As part of its Memorial Day coverage, the Washington Post profiles military chaplains whose wartime experience has shaken – and changed – their faith.
“I thought I had a handle on suffering. I thought I had a handle on understanding the sovereignty of God. I didn’t know crap,” said [former pastor, Matthew] Williams, who now travels across the country, performing music and visiting other suffering veterans in what he sees as a new kind of ministry.
Scarred by the horrors of war – physical, mental, and emotional – the chaplains carry their spiritual wounds even as they minister to those around them. Episcopal priest John Weatherly, who served in Bosnia and Iraq, told the Post,
“It’s normal to have nightmares, to cry when you listen to the news,” said Weatherly, a retired Army colonel who serves as rector at St. Mark’s Episcopal Church in Alexandria, has completed workshops on post-traumatic stress and now serves as a facilitator to others. “I know fear. I know what it’s like to be scared and yelling the 23rd Psalm at the top of my voice.”
The unique stresses that chaplains carry are beginning to be recognized and addressed by programs for returning veterans and those with PTSD, including one in Maryland called Operation Tohidu.
Mary Neal Vieten, a Navy psychologist who runs the Tohidu program, said it is filling fast.
“Chaplains are the go-to person when someone has a problem,” she said. “They are the only ones perceived as offering real confidentiality, available 24-7. They are also non-combatants. In other words they can’t defend themselves under attack.

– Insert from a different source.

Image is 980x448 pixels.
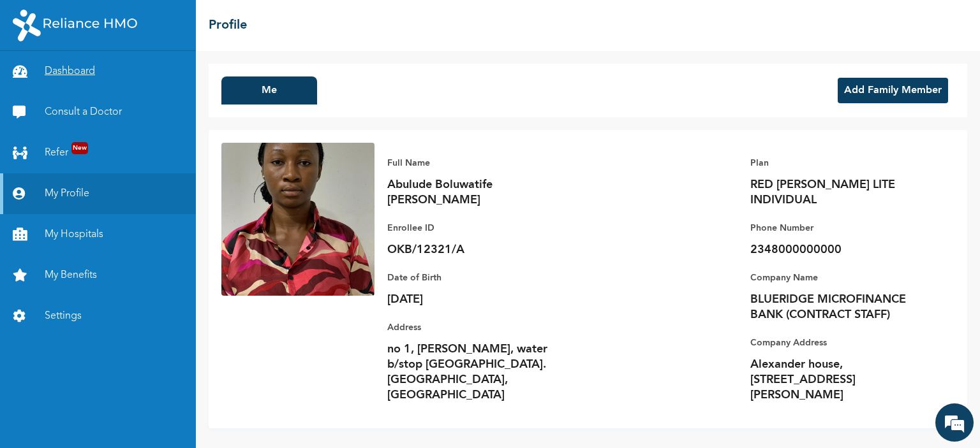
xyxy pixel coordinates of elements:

“They are the dumping ground for everyone else’s problems,” she said. “They can’t go anywhere without someone saying, ‘Hey Chaps, got a sec?’ It’s a boundary-less job in that sense.”
The chaplains interviewed for the article made no secret of their woundedness – but true to their calling, they searched for the hope within the wounds.
Williams said that dealing with his own post-traumatic stress helped liberate his religious faith.
“Now I’m living my faith more,” he said. “Before, I felt I had to stick with the party line. Now, I’m unaffiliated, but I believe in God and my soldiers” and other soldiers with whom he didn’t serve, he said.